The local evidence covers:

- brokered controller enable and admin `IDENTIFY`;
- I/O queue creation, bounded READ/WRITE, second-LBA and multiblock I/O;
- `BlockDevice.readBlocks`, `writeBlocks`, and FLUSH-backed higher-level
  consumers over the `NvmeBrokered` backend;
- dedicated data-path `Interrupt.wait` / `Interrupt.acknowledge` completion
  proof;
- multi-PRP windows larger than one PRP1 page, with PRP list entries written by
  the manager.

This remains the local QEMU/cloudboot foundation under the same brokered
authority model. The billable real-GCE Persistent Disk bind run is the bounded
NVMe evidence in §6.

## 6. Live GCE NVMe Persistent Disk proof

`cloud-gcp-storage-driver` closed with live GCE run `1780806087-bf69`, launched
by `make cloudboot-gcp-storage-nvme-io-read-test` at source commit
`28518165518c29a48633682f4a6d9b5844c43335`. The run used a `c3-standard-4`
instance in `europe-west3-a` with `storage_interface=nvme`. The harness launched
with `GVNIC` guest feature / NIC type because C3 requires that launch posture;
this storage page does not claim a gVNIC driver or NIC datapath proof.

The evidence identified the GCE PD NVMe controller as class `01.08.02`,
`vendor.1ae0`, `device.001f`, BDF `0000:00:05.0`, with
`selected_dma_backend=bounce_buffer` and `enumeration_source=legacy-io`. The
manager drove the shared brokered NVMe chain: admin `IDENTIFY`, I/O CQ/SQ
creation, and one I/O `READ` against NSID 1, SLBA 0, NLB 1 / 512 bytes. The
serial marker recorded `live_cloud=gce-persistent-disk`,
`io_read=completed`, `io_sq_doorbell=performed`,
`io_cq_completion=polled-io-cq`, `prp_source=manager-ledger`,
`host_physical_user_visible=0`, and `iova_export=disabled-future-only`. The
read digest prefix was `eb3c904c494d494e4520200002000000`.
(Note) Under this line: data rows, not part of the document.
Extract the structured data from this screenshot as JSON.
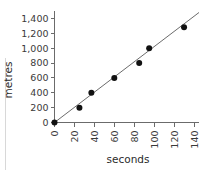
{
  "chart_data": {
    "type": "scatter",
    "title": "",
    "xlabel": "seconds",
    "ylabel": "metres",
    "xlim": [
      0,
      145
    ],
    "ylim": [
      0,
      1500
    ],
    "grid": false,
    "legend": "none",
    "x_ticks": [
      "0",
      "20",
      "40",
      "60",
      "80",
      "100",
      "120",
      "140"
    ],
    "x_tick_values": [
      0,
      20,
      40,
      60,
      80,
      100,
      120,
      140
    ],
    "y_ticks": [
      "0",
      "200",
      "400",
      "600",
      "800",
      "1,000",
      "1,200",
      "1,400"
    ],
    "y_tick_values": [
      0,
      200,
      400,
      600,
      800,
      1000,
      1200,
      1400
    ],
    "x_tick_rotation": -90,
    "points": [
      {
        "x": 0,
        "y": 0
      },
      {
        "x": 25,
        "y": 200
      },
      {
        "x": 37,
        "y": 400
      },
      {
        "x": 60,
        "y": 600
      },
      {
        "x": 85,
        "y": 800
      },
      {
        "x": 95,
        "y": 1000
      },
      {
        "x": 130,
        "y": 1280
      }
    ],
    "trend_line": {
      "type": "line-of-best-fit",
      "x_start": 0,
      "y_start": 0,
      "x_end": 145,
      "y_end": 1480
    },
    "colors": {
      "point": "#111111",
      "line": "#5a5a5a",
      "axis": "#6b6b6b",
      "text": "#2b2b2b",
      "background": "#ffffff"
    }
  }
}
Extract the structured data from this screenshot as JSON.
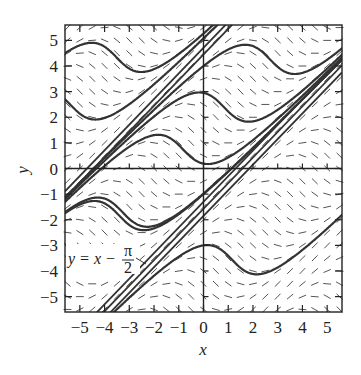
{
  "chart_data": {
    "type": "line",
    "title": "",
    "subtitle": "Direction field with solution curves",
    "equation": "dy/dx = sin(x - y)",
    "xlabel": "x",
    "ylabel": "y",
    "xlim": [
      -5.6,
      5.6
    ],
    "ylim": [
      -5.6,
      5.6
    ],
    "grid": false,
    "legend": "none",
    "x_ticks": [
      -5,
      -4,
      -3,
      -2,
      -1,
      0,
      1,
      2,
      3,
      4,
      5
    ],
    "x_tick_labels": [
      "−5",
      "−4",
      "−3",
      "−2",
      "−1",
      "0",
      "1",
      "2",
      "3",
      "4",
      "5"
    ],
    "y_ticks": [
      5,
      4,
      3,
      2,
      1,
      0,
      -1,
      -2,
      -3,
      -4,
      -5
    ],
    "y_tick_labels": [
      "5",
      "4",
      "3",
      "2",
      "1",
      "0",
      "−1",
      "−2",
      "−3",
      "−4",
      "−5"
    ],
    "direction_field": {
      "x_step": 0.5,
      "y_step": 0.5,
      "segment_length": 0.32
    },
    "line_solutions": [
      {
        "name": "y = x − π/2 + 2π",
        "intercept": 4.712
      },
      {
        "name": "y = x − π/2 + 2π (neighbor)",
        "intercept": 4.45
      },
      {
        "name": "y = x − π/2",
        "intercept": -1.571
      },
      {
        "name": "y = x − π/2 (neighbor a)",
        "intercept": -1.3
      },
      {
        "name": "y = x − π/2 (neighbor b)",
        "intercept": -1.85
      }
    ],
    "solution_curves": [
      {
        "x0": -5.6,
        "y0": 4.5
      },
      {
        "x0": -5.6,
        "y0": 2.7
      },
      {
        "x0": -5.6,
        "y0": -1.7
      },
      {
        "x0": -3.0,
        "y0": 0.85
      },
      {
        "x0": 0.0,
        "y0": 4.0
      },
      {
        "x0": 0.0,
        "y0": 2.95
      },
      {
        "x0": 0.0,
        "y0": -1.0
      },
      {
        "x0": 0.0,
        "y0": -3.0
      }
    ],
    "annotations": [
      {
        "text_lhs": "y = x −",
        "frac_num": "π",
        "frac_den": "2",
        "points_to": "line y = x − π/2",
        "at": [
          -5.4,
          -3.3
        ]
      }
    ]
  }
}
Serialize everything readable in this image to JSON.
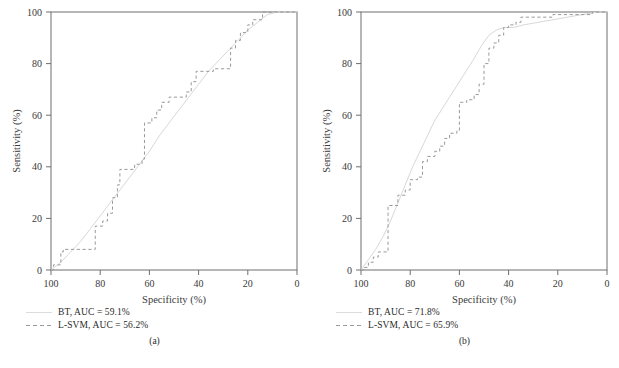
{
  "figure": {
    "background": "#ffffff",
    "axis_color": "#6e6e6e",
    "bt_color": "#d8d8d8",
    "lsvm_color": "#9a9a9a"
  },
  "chart_data": [
    {
      "type": "line",
      "title": "",
      "caption": "(a)",
      "xlabel": "Specificity (%)",
      "ylabel": "Sensitivity (%)",
      "xlim": [
        100,
        0
      ],
      "ylim": [
        0,
        100
      ],
      "xticks": [
        100,
        80,
        60,
        40,
        20,
        0
      ],
      "yticks": [
        0,
        20,
        40,
        60,
        80,
        100
      ],
      "grid": false,
      "legend_position": "below",
      "series": [
        {
          "name": "BT",
          "label": "BT, AUC = 59.1%",
          "auc": 59.1,
          "style": "solid",
          "color": "#d8d8d8",
          "points": [
            [
              100,
              0
            ],
            [
              96,
              3
            ],
            [
              92,
              7
            ],
            [
              88,
              11
            ],
            [
              84,
              16
            ],
            [
              80,
              21
            ],
            [
              76,
              26
            ],
            [
              72,
              31
            ],
            [
              68,
              36
            ],
            [
              64,
              41
            ],
            [
              60,
              46
            ],
            [
              56,
              52
            ],
            [
              52,
              57
            ],
            [
              48,
              62
            ],
            [
              44,
              67
            ],
            [
              40,
              72
            ],
            [
              36,
              77
            ],
            [
              32,
              81
            ],
            [
              28,
              85
            ],
            [
              24,
              89
            ],
            [
              20,
              93
            ],
            [
              16,
              96
            ],
            [
              12,
              99
            ],
            [
              8,
              100
            ],
            [
              4,
              100
            ],
            [
              0,
              100
            ]
          ]
        },
        {
          "name": "L-SVM",
          "label": "L-SVM, AUC = 56.2%",
          "auc": 56.2,
          "style": "dashed",
          "color": "#9a9a9a",
          "points": [
            [
              100,
              0
            ],
            [
              99,
              0
            ],
            [
              99,
              2
            ],
            [
              96,
              2
            ],
            [
              96,
              7
            ],
            [
              95,
              7
            ],
            [
              95,
              8
            ],
            [
              82,
              8
            ],
            [
              82,
              17
            ],
            [
              79,
              17
            ],
            [
              79,
              19
            ],
            [
              77,
              19
            ],
            [
              77,
              22
            ],
            [
              75,
              22
            ],
            [
              75,
              28
            ],
            [
              73,
              28
            ],
            [
              73,
              33
            ],
            [
              72,
              33
            ],
            [
              72,
              39
            ],
            [
              66,
              39
            ],
            [
              66,
              41
            ],
            [
              63,
              41
            ],
            [
              63,
              43
            ],
            [
              62,
              43
            ],
            [
              62,
              57
            ],
            [
              59,
              57
            ],
            [
              59,
              59
            ],
            [
              57,
              59
            ],
            [
              57,
              62
            ],
            [
              55,
              62
            ],
            [
              55,
              65
            ],
            [
              52,
              65
            ],
            [
              52,
              67
            ],
            [
              45,
              67
            ],
            [
              45,
              69
            ],
            [
              43,
              69
            ],
            [
              43,
              73
            ],
            [
              41,
              73
            ],
            [
              41,
              77
            ],
            [
              34,
              77
            ],
            [
              34,
              78
            ],
            [
              27,
              78
            ],
            [
              27,
              86
            ],
            [
              25,
              86
            ],
            [
              25,
              89
            ],
            [
              23,
              89
            ],
            [
              23,
              92
            ],
            [
              20,
              92
            ],
            [
              20,
              95
            ],
            [
              18,
              95
            ],
            [
              18,
              97
            ],
            [
              14,
              97
            ],
            [
              14,
              100
            ],
            [
              0,
              100
            ]
          ]
        }
      ]
    },
    {
      "type": "line",
      "title": "",
      "caption": "(b)",
      "xlabel": "Specificity (%)",
      "ylabel": "Sensitivity (%)",
      "xlim": [
        100,
        0
      ],
      "ylim": [
        0,
        100
      ],
      "xticks": [
        100,
        80,
        60,
        40,
        20,
        0
      ],
      "yticks": [
        0,
        20,
        40,
        60,
        80,
        100
      ],
      "grid": false,
      "legend_position": "below",
      "series": [
        {
          "name": "BT",
          "label": "BT, AUC = 71.8%",
          "auc": 71.8,
          "style": "solid",
          "color": "#d8d8d8",
          "points": [
            [
              100,
              0
            ],
            [
              97,
              4
            ],
            [
              94,
              8
            ],
            [
              91,
              13
            ],
            [
              88,
              19
            ],
            [
              85,
              26
            ],
            [
              82,
              33
            ],
            [
              79,
              40
            ],
            [
              76,
              46
            ],
            [
              73,
              52
            ],
            [
              70,
              58
            ],
            [
              66,
              64
            ],
            [
              62,
              70
            ],
            [
              58,
              76
            ],
            [
              54,
              82
            ],
            [
              51,
              87
            ],
            [
              48,
              91
            ],
            [
              45,
              93
            ],
            [
              42,
              94
            ],
            [
              38,
              94
            ],
            [
              34,
              95
            ],
            [
              28,
              96
            ],
            [
              22,
              97
            ],
            [
              16,
              98
            ],
            [
              10,
              99
            ],
            [
              4,
              100
            ],
            [
              0,
              100
            ]
          ]
        },
        {
          "name": "L-SVM",
          "label": "L-SVM, AUC = 65.9%",
          "auc": 65.9,
          "style": "dashed",
          "color": "#9a9a9a",
          "points": [
            [
              100,
              0
            ],
            [
              99,
              0
            ],
            [
              99,
              1
            ],
            [
              97,
              1
            ],
            [
              97,
              3
            ],
            [
              95,
              3
            ],
            [
              95,
              5
            ],
            [
              93,
              5
            ],
            [
              93,
              7
            ],
            [
              89,
              7
            ],
            [
              89,
              25
            ],
            [
              85,
              25
            ],
            [
              85,
              29
            ],
            [
              82,
              29
            ],
            [
              82,
              31
            ],
            [
              80,
              31
            ],
            [
              80,
              35
            ],
            [
              77,
              35
            ],
            [
              77,
              36
            ],
            [
              75,
              36
            ],
            [
              75,
              42
            ],
            [
              73,
              42
            ],
            [
              73,
              44
            ],
            [
              70,
              44
            ],
            [
              70,
              46
            ],
            [
              68,
              46
            ],
            [
              68,
              48
            ],
            [
              66,
              48
            ],
            [
              66,
              51
            ],
            [
              64,
              51
            ],
            [
              64,
              53
            ],
            [
              61,
              53
            ],
            [
              61,
              54
            ],
            [
              60,
              54
            ],
            [
              60,
              65
            ],
            [
              57,
              65
            ],
            [
              57,
              66
            ],
            [
              54,
              66
            ],
            [
              54,
              68
            ],
            [
              52,
              68
            ],
            [
              52,
              72
            ],
            [
              50,
              72
            ],
            [
              50,
              80
            ],
            [
              48,
              80
            ],
            [
              48,
              86
            ],
            [
              46,
              86
            ],
            [
              46,
              88
            ],
            [
              44,
              88
            ],
            [
              44,
              91
            ],
            [
              42,
              91
            ],
            [
              42,
              94
            ],
            [
              40,
              94
            ],
            [
              40,
              95
            ],
            [
              37,
              95
            ],
            [
              37,
              96
            ],
            [
              35,
              96
            ],
            [
              35,
              98
            ],
            [
              22,
              98
            ],
            [
              22,
              99
            ],
            [
              6,
              99
            ],
            [
              6,
              100
            ],
            [
              0,
              100
            ]
          ]
        }
      ]
    }
  ]
}
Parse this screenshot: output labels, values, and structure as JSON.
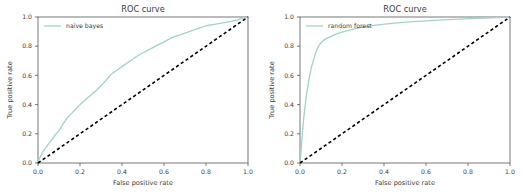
{
  "figure": {
    "background": "#ffffff",
    "panel_count": 2
  },
  "chart_data": [
    {
      "type": "line",
      "title": "ROC curve",
      "xlabel": "False positive rate",
      "ylabel": "True positive rate",
      "xlim": [
        0.0,
        1.0
      ],
      "ylim": [
        0.0,
        1.0
      ],
      "xticks": [
        "0.0",
        "0.2",
        "0.4",
        "0.6",
        "0.8",
        "1.0"
      ],
      "yticks": [
        "0.0",
        "0.2",
        "0.4",
        "0.6",
        "0.8",
        "1.0"
      ],
      "xtick_values": [
        0.0,
        0.2,
        0.4,
        0.6,
        0.8,
        1.0
      ],
      "ytick_values": [
        0.0,
        0.2,
        0.4,
        0.6,
        0.8,
        1.0
      ],
      "grid": false,
      "legend_position": "upper left",
      "legend_entries": [
        "naive bayes"
      ],
      "series": [
        {
          "name": "naive bayes",
          "color": "#9fd3ce",
          "linestyle": "solid",
          "x": [
            0.0,
            0.01,
            0.02,
            0.04,
            0.06,
            0.08,
            0.1,
            0.12,
            0.14,
            0.16,
            0.18,
            0.2,
            0.24,
            0.28,
            0.32,
            0.35,
            0.38,
            0.4,
            0.44,
            0.48,
            0.52,
            0.56,
            0.6,
            0.64,
            0.68,
            0.72,
            0.76,
            0.8,
            0.84,
            0.88,
            0.92,
            0.95,
            0.97,
            1.0
          ],
          "y": [
            0.01,
            0.04,
            0.07,
            0.11,
            0.15,
            0.19,
            0.22,
            0.27,
            0.31,
            0.34,
            0.37,
            0.4,
            0.45,
            0.5,
            0.56,
            0.61,
            0.64,
            0.66,
            0.7,
            0.74,
            0.77,
            0.8,
            0.83,
            0.86,
            0.88,
            0.9,
            0.92,
            0.94,
            0.95,
            0.96,
            0.97,
            0.98,
            0.99,
            1.0
          ]
        },
        {
          "name": "chance",
          "color": "#000000",
          "linestyle": "dashed",
          "x": [
            0.0,
            1.0
          ],
          "y": [
            0.0,
            1.0
          ]
        }
      ]
    },
    {
      "type": "line",
      "title": "ROC curve",
      "xlabel": "False positive rate",
      "ylabel": "True positive rate",
      "xlim": [
        0.0,
        1.0
      ],
      "ylim": [
        0.0,
        1.0
      ],
      "xticks": [
        "0.0",
        "0.2",
        "0.4",
        "0.6",
        "0.8",
        "1.0"
      ],
      "yticks": [
        "0.0",
        "0.2",
        "0.4",
        "0.6",
        "0.8",
        "1.0"
      ],
      "xtick_values": [
        0.0,
        0.2,
        0.4,
        0.6,
        0.8,
        1.0
      ],
      "ytick_values": [
        0.0,
        0.2,
        0.4,
        0.6,
        0.8,
        1.0
      ],
      "grid": false,
      "legend_position": "upper left",
      "legend_entries": [
        "random forest"
      ],
      "series": [
        {
          "name": "random forest",
          "color": "#9fd3ce",
          "linestyle": "solid",
          "x": [
            0.0,
            0.004,
            0.008,
            0.012,
            0.018,
            0.024,
            0.03,
            0.038,
            0.046,
            0.055,
            0.065,
            0.075,
            0.085,
            0.095,
            0.11,
            0.125,
            0.14,
            0.155,
            0.175,
            0.2,
            0.23,
            0.27,
            0.32,
            0.38,
            0.45,
            0.52,
            0.6,
            0.68,
            0.76,
            0.84,
            0.91,
            0.96,
            1.0
          ],
          "y": [
            0.0,
            0.06,
            0.14,
            0.22,
            0.31,
            0.39,
            0.46,
            0.53,
            0.6,
            0.66,
            0.71,
            0.755,
            0.79,
            0.815,
            0.838,
            0.852,
            0.862,
            0.872,
            0.884,
            0.896,
            0.908,
            0.922,
            0.936,
            0.948,
            0.958,
            0.966,
            0.974,
            0.98,
            0.986,
            0.991,
            0.995,
            0.998,
            1.0
          ]
        },
        {
          "name": "chance",
          "color": "#000000",
          "linestyle": "dashed",
          "x": [
            0.0,
            1.0
          ],
          "y": [
            0.0,
            1.0
          ]
        }
      ]
    }
  ]
}
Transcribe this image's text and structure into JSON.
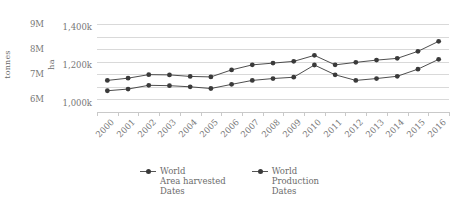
{
  "chart_data": {
    "type": "line",
    "title": "",
    "xlabel": "",
    "categories": [
      "2000",
      "2001",
      "2002",
      "2003",
      "2004",
      "2005",
      "2006",
      "2007",
      "2008",
      "2009",
      "2010",
      "2011",
      "2012",
      "2013",
      "2014",
      "2015",
      "2016"
    ],
    "grid": true,
    "legend_position": "bottom",
    "axes": {
      "left": {
        "label": "tonnes",
        "ticks": [
          "6M",
          "7M",
          "8M",
          "9M"
        ],
        "tick_values": [
          6000000,
          7000000,
          8000000,
          9000000
        ],
        "ylim": [
          5500000,
          9250000
        ]
      },
      "right_inner": {
        "label": "ha",
        "ticks": [
          "1,000k",
          "1,200k",
          "1,400k"
        ],
        "tick_values": [
          1000000,
          1200000,
          1400000
        ],
        "ylim": [
          950000,
          1450000
        ]
      }
    },
    "series": [
      {
        "name": "World\nArea harvested\nDates",
        "legend_label": "World Area harvested Dates",
        "unit": "ha",
        "color": "#3a3a3a",
        "values": [
          1063000,
          1072000,
          1092000,
          1090000,
          1084000,
          1075000,
          1097000,
          1118000,
          1128000,
          1135000,
          1200000,
          1148000,
          1118000,
          1128000,
          1140000,
          1178000,
          1230000
        ]
      },
      {
        "name": "World\nProduction\nDates",
        "legend_label": "World Production Dates",
        "unit": "tonnes",
        "color": "#3a3a3a",
        "values": [
          6760000,
          6850000,
          6990000,
          6980000,
          6920000,
          6900000,
          7180000,
          7380000,
          7450000,
          7520000,
          7760000,
          7380000,
          7480000,
          7570000,
          7640000,
          7920000,
          8320000
        ]
      }
    ],
    "legend": [
      {
        "label_line1": "World",
        "label_line2": "Area harvested",
        "label_line3": "Dates"
      },
      {
        "label_line1": "World",
        "label_line2": "Production",
        "label_line3": "Dates"
      }
    ]
  }
}
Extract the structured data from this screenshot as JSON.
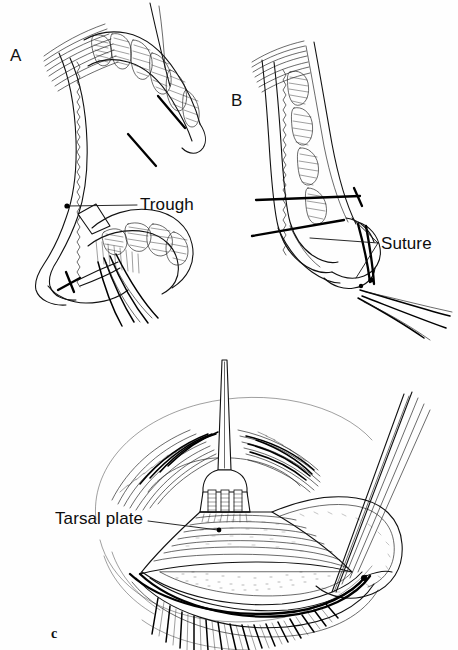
{
  "figure": {
    "kind": "medical-surgical-illustration",
    "background_color": "#fefefe",
    "ink_color": "#111111",
    "width": 458,
    "height": 650
  },
  "panels": [
    {
      "id": "A",
      "letter": "A",
      "description": "Sagittal cross-section of eyelid showing tarsal plate with meibomian glands, incision marks and a trough cut into the tarsus, with eyelashes and suture at the lid margin",
      "annotations": [
        {
          "name": "trough",
          "label": "Trough"
        }
      ]
    },
    {
      "id": "B",
      "letter": "B",
      "description": "Sagittal cross-section of eyelid after the trough is closed, sutures drawn tight across the tarsal plate, everting the lid margin",
      "annotations": [
        {
          "name": "suture",
          "label": "Suture"
        }
      ]
    },
    {
      "id": "C",
      "letter": "c",
      "description": "Frontal external view of the eye with a Desmarres retractor everting the upper lid and forceps at the lateral canthus, exposing the tarsal plate",
      "annotations": [
        {
          "name": "tarsal-plate",
          "label": "Tarsal plate"
        }
      ]
    }
  ],
  "labels": {
    "panel_a": "A",
    "panel_b": "B",
    "panel_c": "c",
    "trough": "Trough",
    "suture": "Suture",
    "tarsal_plate": "Tarsal plate"
  },
  "instruments": [
    {
      "name": "desmarres-retractor",
      "panel": "C"
    },
    {
      "name": "forceps",
      "panel": "C"
    },
    {
      "name": "suture-thread",
      "panel": "A"
    },
    {
      "name": "suture-thread",
      "panel": "B"
    }
  ]
}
The capOS authority mapping is the same one recorded in `nvme.md`: `DeviceMmio`
gates BAR register and doorbell effects, `DMAPool` owns queue/data pages and
manager-authored PRP materialization, and `Interrupt` is present as the bounded
provider authority surface. The live read proof polls the I/O CQ; it does not
claim device-autonomous MSI-X delivery. The cloud harness evidence also recorded
no public IP, no service account, and `teardown_status=complete`.

## 7. Not in scope

- The older-family `virtio-scsi` PD path
  (`gcp_scsi_path=no-userspace-provider-driver-out-of-scope`).
- The Local SSD storage path (separate device surface, deferred).
- Multi-namespace, FUA, DSM, reusable `BlockDevice`/filesystem integration on
  live GCE, or live-provider device-autonomous completion delivery (deferred per
  `nvme.md`).
- Direct DMA, IOVA export, IOMMU/remapping programming (the
  `direct-remapping-if-verified` branch of the DMA-backend policy applies
  once a GCE shape with a verified vIOMMU is added; no current probed
  GCE shape satisfies that branch).
- AWS EBS, Azure managed disk, and GCP NIC readiness.